The Protocol Builder brings structure to Bitcoin protocol design, making complex systems reproducible and auditable under all conditions. Transactions and signatures can be prepared in advance and broadcast only when needed. For multi-party protocols with timelocks, disputes, or fallback branches, this provides both safety and consistency.
Being a core component of BitVMX, its Open Source release comes as a great opportunity to expand further on its features and key characteristics.
Why A DAG of Pre-Signed Transactions
Bitcoin protocols depend on predictable execution. Bridges, payment channels, and dispute systems must guarantee that every branch of their flow works under all conditions. Hand-crafting these flows is brittle, especially when combining timelocks, multiple signature schemes, and Taproot scripts.
The Protocol Builder addresses this by turning protocols into deterministic flows. All permitted on-chain paths are known in advance, which makes them both predictable and auditable. Time-sensitive branches such as CSV delays or disputes are prepared ahead of time. Hashing and signing are also performed early to coordinate transactions that require MuSig2 aggregation across participants.
Core Abstractions
A Protocol owns the transaction graph and provides the operations for building, signing, and witness assembly. Developers add transactions, inputs, and outputs, linking them. A stateless ProtocolBuilder simplifies common constructions such as Taproot paths, SegWit outputs, timelocks, OP_RETURN commitments, or external UTXOs.
The graph itself tracks transactions and their dependencies, enforces topological order, and models external UTXOs without including them into the build sequence.
Signing and Spend Model
The builder supports ECDSA for SegWit transactions, Schnorr for Taproot, MuSig2 for aggregated key paths, and Winternitz one-time signatures (W-OTS) for signature verification in scripts.
Spending modes can be tuned to the protocol. A Taproot output may include both key and script paths, a key only, or selected leaves. Signing options range from single-key signatures to MuSig2 sessions, or deliberate skips when a participant will sign only at broadcast.
The build pipeline consists of build, which computes transaction IDs and sighashes; and sign, which applies the chosen signature scheme. A build-and-sign option intended for non-collaborative flows is also included.

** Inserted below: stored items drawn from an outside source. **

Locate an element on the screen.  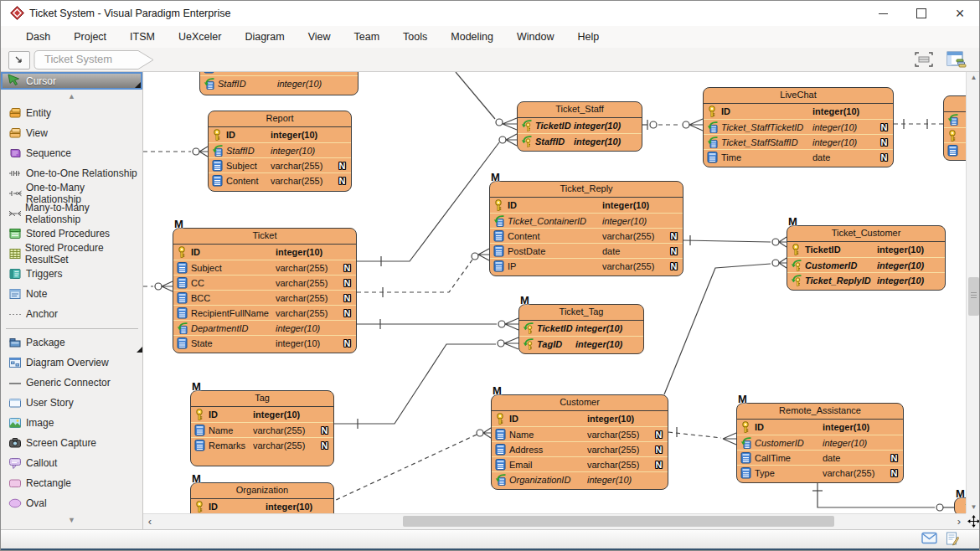
rel-ticket-ticketreply is located at coordinates (423, 273).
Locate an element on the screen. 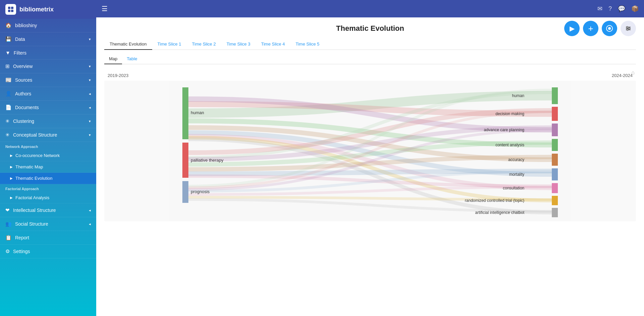  conceptual-icon: ✳ is located at coordinates (7, 135).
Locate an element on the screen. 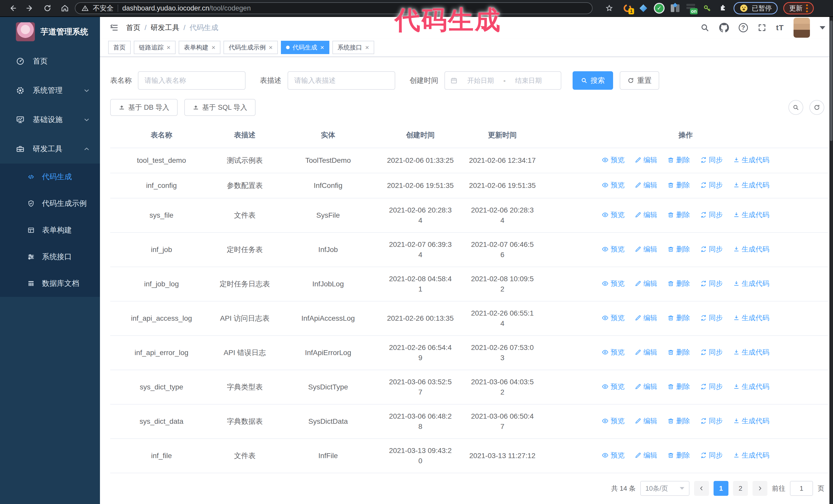  page-url: dashboard.yudao.iocoder.cn/tool/codegen is located at coordinates (187, 8).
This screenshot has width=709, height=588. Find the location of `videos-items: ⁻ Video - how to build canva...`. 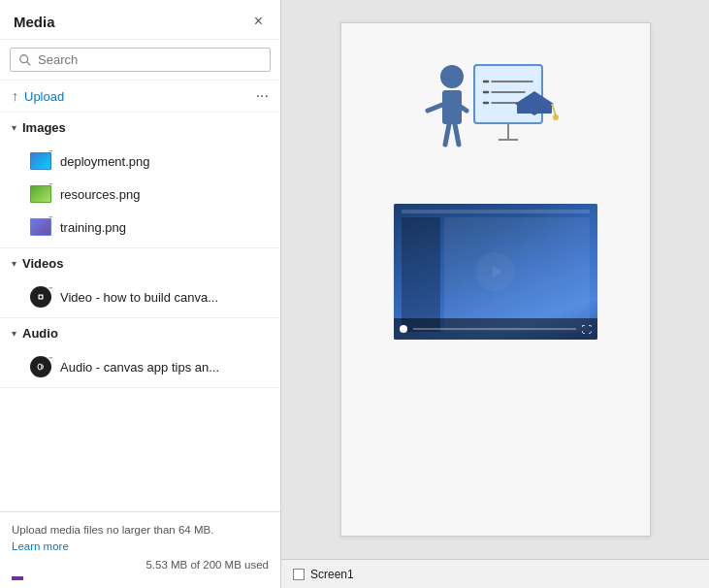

Balancing and Fee Estimation
Output amounts can be explicitly indicated or automatically computed, ensuring a child covers its own fees. Outputs can also be marked to allow branches to claim its parent’s value if unused. The builder traverses the graph bottom-up, estimates size and witness costs, applies a margin, and backfills concrete values. This guarantees that every branch is valid without manual bookkeeping.
Witness Assembly
Signatures are generated early, but full witnesses are only assembled when a transaction is requested to send. Developers supply input arguments that define which signatures and stack items to attach.
For Taproot, this means selecting a key path or script leaf, providing signatures, and letting the library add the tapscript and control block. For SegWit, DER signatures and stack data are inserted as needed. Deferring witness assembly minimizes leakage of stack data and preserves flexibility.
Handling Speed and Congestion
Since collaboratively pre-signed transactions cannot use replace-by-fee, the builder supports Child-Pays-For-Parent. A CPFP child can be prepared with its own funding input and the necessary signatures, ensuring that under-funded transactions are eventually included in the blockchain without altering the original protocol.
Visualization and Auditability
The builder produces Graphviz-compatible text output that can be used to visualize the DAG. Nodes show inputs, outputs, and values; edges reflect spending relationships. These diagrams help developers review dependencies and communicate protocol logic clearly.
Integration and Extensibility
The library delegates all key management and signing to an external component that handles nonce generation, MuSig2 aggregation, and Winternitz proofs. Protocols can be saved and re-loaded by name, enabling iterative development and reproducibility.
Conclusion
The BitVMX Protocol Builder turns Bitcoin protocol engineering into a structured and auditable workflow. By modeling protocols as DAGs of pre-signed transactions, it ensures deterministic execution, predictable fees, and consistent signatures. Time-sensitive flows can be prepared in advance, dependencies visualized, and congestion handled without manual intervention.
As Layer 2 systems, dispute mechanisms, and cross-chain bridges expand, reproducibility and automation are becoming essential. The Protocol Builder provides the abstractions and tools to build these systems with confidence.